Several of the more cherished moments in my own life directly involve the Kingston Trio. I remember the big grin
that spread across my father's face as he looked through a restaurant window in the long-defunct Old Chicago shopping
mall and saw Bobby Shane, Roger Gambill and Bill Zorn--the "New Kingston Trio" as they were billed at
the time--sitting there eating hamburgers "just like regular people." I remember staring into my bride's
eyes and seeing the love reflected back at me as we stood there at our wedding, listening to Dad's recording of
Shane, Stewart and Reynolds singing "The First Time Ever I Saw Your Face." (I couldn't afford to a hire
a live singer--and even if I could have, what singer could have ever improved upon that harmony?) And I remember
dragging my wife off to Chicago's Ravinia Music Festival two years later to hear the Trio of Shane, George Grove
and Bob Haworth perform in-person. And then there was the night my parents and my brothers and I sat down in front
of the TV to watch the PBS special, "The Kingston Trio And Friends: A Reunion." The entire concert was
something special, but for sheer unadulterated musical joy few experiences could ever hope to top that show's finale--when
all the past and present Kingston Trio members up to that time joined together in one large ensemble to belt out
a couple of the classics. There they all were: Shane, Guard, Reynolds, Stewart, Grove, and the late, great Roger
Gambill. (Haworth wouldn't sign on until after Gambill's all-too-premature demise a few years later.) One big,
happy family, singing the great old songs the way only they ever could. Bridging the gap from the '50s to the '80s
and beyond, proving once and for all just how timeless their music truly is.

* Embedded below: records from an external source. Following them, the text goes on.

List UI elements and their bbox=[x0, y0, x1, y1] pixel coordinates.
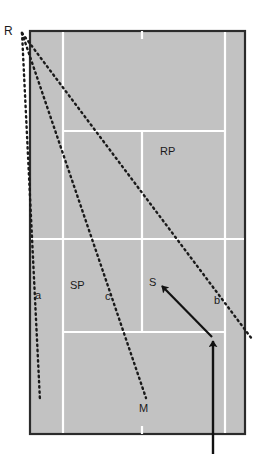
label-m: M bbox=[139, 402, 148, 414]
label-b: b bbox=[214, 294, 220, 306]
label-a: a bbox=[35, 289, 42, 301]
court-diagram-canvas: R a SP c b S RP M bbox=[0, 0, 267, 454]
label-rp: RP bbox=[160, 145, 175, 157]
tennis-court-diagram: R a SP c b S RP M bbox=[0, 0, 267, 454]
label-r: R bbox=[4, 24, 13, 38]
label-s: S bbox=[149, 276, 156, 288]
label-c: c bbox=[105, 290, 111, 302]
label-sp: SP bbox=[70, 279, 85, 291]
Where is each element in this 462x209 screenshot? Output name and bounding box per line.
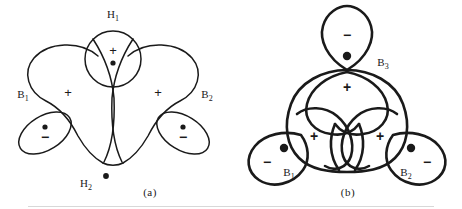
scan-edge-artifact bbox=[28, 206, 434, 207]
orbital-diagram-a: + + + − − H1 B1 B2 H2 (a) bbox=[0, 0, 231, 209]
sign-plus-right: + bbox=[154, 85, 162, 100]
label-b1: B1 bbox=[17, 88, 28, 103]
orbital-diagram-b: − + + + − − B3 B1 B2 (b) bbox=[231, 0, 462, 209]
sign-minus-b1: − bbox=[263, 154, 271, 170]
petal-center-lens-right bbox=[355, 124, 363, 170]
figure-root: + + + − − H1 B1 B2 H2 (a) bbox=[0, 0, 462, 209]
sign-plus-h1: + bbox=[109, 43, 117, 58]
label-h2: H2 bbox=[80, 177, 92, 192]
h2-nucleus-dot bbox=[103, 173, 109, 179]
label-b1: B1 bbox=[283, 166, 294, 181]
b2-nucleus-dot bbox=[407, 144, 415, 152]
sign-plus-lower-left: + bbox=[310, 128, 318, 144]
sign-plus-left: + bbox=[64, 85, 72, 100]
caption-a: (a) bbox=[143, 186, 157, 199]
label-b2: B2 bbox=[201, 88, 212, 103]
sign-minus-b1: − bbox=[41, 129, 49, 145]
lobe-b1-bonding bbox=[28, 45, 103, 163]
b3-nucleus-dot bbox=[343, 52, 351, 60]
lobe-b2-bonding bbox=[123, 45, 198, 163]
sign-minus-b2: − bbox=[423, 154, 431, 170]
label-b3: B3 bbox=[377, 56, 388, 71]
label-h1: H1 bbox=[107, 8, 119, 23]
caption-b: (b) bbox=[341, 186, 355, 199]
b1-nucleus-dot bbox=[280, 144, 288, 152]
sign-plus-lower-right: + bbox=[376, 128, 384, 144]
h1-nucleus-dot bbox=[110, 60, 115, 65]
sign-plus-top: + bbox=[343, 79, 351, 95]
lobe-bottom-join bbox=[103, 163, 123, 165]
petal-center-lens-left bbox=[331, 124, 339, 170]
sign-minus-b2: − bbox=[179, 129, 187, 145]
sign-minus-b3: − bbox=[343, 27, 351, 43]
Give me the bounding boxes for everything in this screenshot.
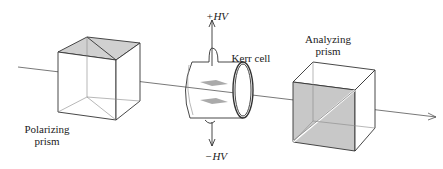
analyzing-prism-label: Analyzing prism [298,33,358,57]
label-line: prism [12,135,82,147]
label-line: Polarizing [12,123,82,135]
kerr-cell [185,20,253,146]
minus-hv-label: −HV [196,150,236,162]
polarizing-prism [58,37,140,120]
electrode-top [200,80,228,86]
label-line: Analyzing [298,33,358,45]
label-line: prism [298,45,358,57]
electrode-bottom [200,98,228,104]
polarizing-prism-label: Polarizing prism [12,123,82,147]
kerr-cell-label: Kerr cell [226,52,276,64]
plus-hv-label: +HV [197,10,237,22]
analyzing-prism [293,62,375,151]
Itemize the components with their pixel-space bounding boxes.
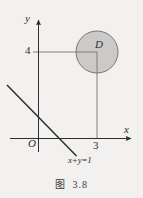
line-x-plus-y-equals-1	[7, 85, 77, 156]
y-axis-label: y	[25, 13, 30, 24]
figure-caption-number: 3.8	[73, 179, 89, 190]
origin-label: O	[28, 138, 36, 149]
x-axis-label: x	[124, 124, 129, 135]
figure-caption-word: 图	[55, 179, 66, 190]
figure-3-8: y x O 4 3 D x+y=1 图3.8	[0, 0, 143, 198]
x-tick-label-3: 3	[93, 140, 99, 151]
figure-canvas	[0, 0, 143, 198]
figure-caption: 图3.8	[0, 176, 143, 191]
y-tick-label-4: 4	[25, 45, 31, 56]
line-equation-label: x+y=1	[68, 156, 92, 165]
region-d-label: D	[95, 39, 103, 50]
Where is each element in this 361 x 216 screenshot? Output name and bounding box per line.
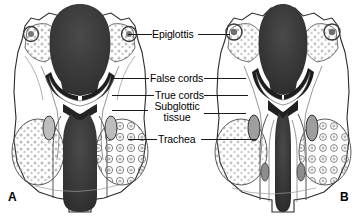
leader-false-cords-left bbox=[112, 78, 149, 79]
right-tracheal-ring bbox=[297, 163, 305, 181]
leader-trachea-right bbox=[201, 139, 257, 140]
left-cricoid-cartilage bbox=[43, 116, 55, 140]
panel-b-drawing bbox=[208, 0, 358, 216]
panel-a-drawing bbox=[5, 0, 155, 216]
panel-a-normal-airway bbox=[5, 0, 155, 216]
right-cricoid-cartilage bbox=[105, 116, 117, 140]
leader-epiglottis-right bbox=[198, 34, 230, 35]
panel-letter-a: A bbox=[8, 190, 17, 204]
label-false-cords: False cords bbox=[150, 73, 203, 84]
left-gland-mass bbox=[12, 119, 64, 185]
tracheal-lumen-narrowed bbox=[275, 112, 291, 212]
label-subglottic-tissue: Subglottic tissue bbox=[148, 101, 206, 122]
leader-subglottic-left bbox=[112, 110, 148, 111]
left-nodule-core bbox=[231, 29, 237, 35]
leader-true-cords-left bbox=[112, 95, 154, 96]
leader-epiglottis-left bbox=[128, 34, 152, 35]
right-gland-mass bbox=[96, 119, 148, 185]
right-cricoid-cartilage bbox=[306, 115, 318, 141]
label-trachea: Trachea bbox=[158, 134, 195, 145]
label-subglottic-line1: Subglottic bbox=[148, 101, 206, 112]
label-subglottic-line2: tissue bbox=[148, 112, 206, 123]
panel-b-narrowed-airway bbox=[208, 0, 358, 216]
leader-subglottic-right bbox=[204, 113, 246, 114]
panel-letter-b: B bbox=[340, 190, 349, 204]
label-true-cords: True cords bbox=[155, 90, 204, 101]
leader-false-cords-right bbox=[204, 78, 246, 79]
leader-trachea-left bbox=[128, 139, 157, 140]
left-cricoid-cartilage bbox=[248, 115, 260, 141]
leader-true-cords-right bbox=[204, 95, 248, 96]
label-epiglottis: Epiglottis bbox=[152, 29, 194, 40]
right-nodule-core bbox=[329, 29, 335, 35]
tracheal-lumen bbox=[63, 114, 97, 212]
left-tracheal-ring bbox=[261, 163, 269, 181]
anatomy-figure: Epiglottis False cords True cords Subglo… bbox=[0, 0, 361, 216]
left-nodule-core bbox=[28, 31, 34, 37]
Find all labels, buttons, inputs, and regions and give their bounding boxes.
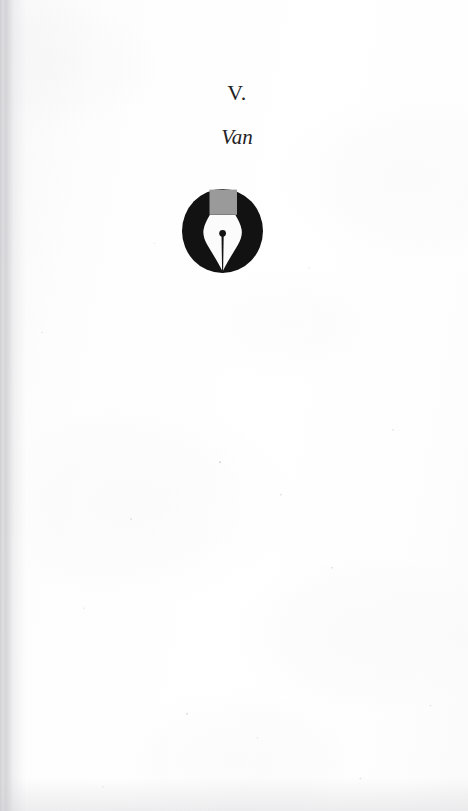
chapter-title: Van — [0, 127, 468, 148]
fountain-pen-nib-emblem — [182, 189, 263, 273]
page-canvas: V. Van — [0, 0, 468, 811]
nib-grip-section — [210, 190, 238, 215]
page-content: V. Van — [0, 0, 468, 811]
chapter-number: V. — [0, 82, 468, 104]
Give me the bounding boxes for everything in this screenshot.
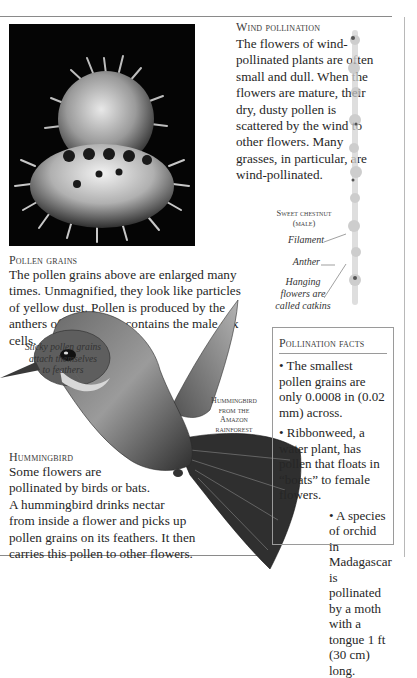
fact-item-3: • A species of orchid in Madagascar is p… (329, 508, 387, 678)
fact-item-1: • The smallest pollen grains are only 0.… (279, 358, 387, 420)
species-line3: Amazon (206, 415, 262, 425)
sweet-chestnut-title: Sweet chestnut (male) (264, 208, 344, 228)
sweet-chestnut-title-line1: Sweet chestnut (264, 208, 344, 218)
hummingbird-line-1: Some flowers are (9, 464, 219, 480)
hummingbird-line-3: A hummingbird drinks nectar (9, 497, 219, 513)
catkins-pointer-line (324, 262, 348, 302)
hummingbird-caption: Hummingbird Some flowers are pollinated … (9, 450, 219, 562)
right-rule (404, 17, 405, 557)
filament-pointer-line (324, 232, 346, 244)
pollen-grains-photo (9, 24, 195, 246)
species-line2: from the (206, 406, 262, 416)
species-line4: rainforest (206, 425, 262, 435)
species-line1: Hummingbird (206, 396, 262, 406)
sticky-line1: Sticky pollen grains (8, 341, 118, 353)
sticky-line2: attach themselves (8, 353, 118, 365)
hummingbird-line-4: from inside a flower and picks up (9, 513, 219, 529)
sticky-line3: to feathers (8, 364, 118, 376)
hummingbird-line-2: pollinated by birds or bats. (9, 480, 219, 496)
filament-label: Filament (264, 234, 324, 246)
hummingbird-line-5: pollen grains on its feathers. It then (9, 530, 219, 546)
pollen-grains-heading: Pollen grains (9, 253, 249, 267)
sticky-pointer-line (74, 372, 82, 380)
top-rule (0, 16, 392, 17)
hummingbird-heading: Hummingbird (9, 450, 219, 464)
sweet-chestnut-title-line2: (male) (264, 218, 344, 228)
hummingbird-species-label: Hummingbird from the Amazon rainforest (206, 396, 262, 434)
anther-label: Anther (270, 256, 320, 268)
hummingbird-line-6: carries this pollen to other flowers. (9, 546, 219, 562)
pollination-facts-box: Pollination facts • The smallest pollen … (272, 327, 394, 545)
fact-item-2: • Ribbonweed, a water plant, has pollen … (279, 425, 387, 503)
sticky-pollen-annotation: Sticky pollen grains attach themselves t… (8, 341, 118, 376)
pollination-facts-heading: Pollination facts (279, 336, 387, 354)
pollen-grain-illustration (9, 24, 195, 246)
sweet-chestnut-catkin-illustration (345, 30, 365, 305)
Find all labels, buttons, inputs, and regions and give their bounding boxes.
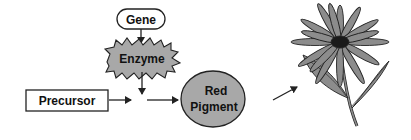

These are, I suppose, relatively small moments in the grand scheme of things. But they are the moments that fond
memories are made of. More than anything else when I was growing up, I wanted to be in a group like the Kingston
Trio. I wanted to show the world just how much their music meant to me. But two things conspired to keep this dream
from becoming a reality. I couldn't sing. And I couldn't play. No matter. I've found other ways to pay tribute,
to publicly express my gratitude for their having been a part of my life: By frequently mentioning the Kingston
Trio in my newspaper columns and my radio commentaries over the years. By not providing a moment's peace to the
clerks at my favorite used-record stores, the helpless victims of my ongoing quest for those hard-to-find Kingston
Trio and John Stewart albums. By writing letters of protest when Folk Era Records decided against releasing the
KT album Somethin' Else on CD in its entirety, having branded
the album as "inferior." (At worst it was an experiment in '60s-era folk-rock that didn't quite work;
did John Wayne lose any fans because he'd played Genghis Khan in "The Conqueror"?)
But the best way I can honor the Kingston Trio is to simply play their records, to introduce their music to my
sons the same way my father introduced it to his. Just last night I caught seven-year-old Joshua singing along
to my copy of "Hit And Run" while he and his little brother William danced around the living room. What's
a father to do? I did what my father would have done. I turned up the volume. Then I did my Dad one better; I got
out there and danced along with them. I'd like to think Bobby Shane might appreciate that!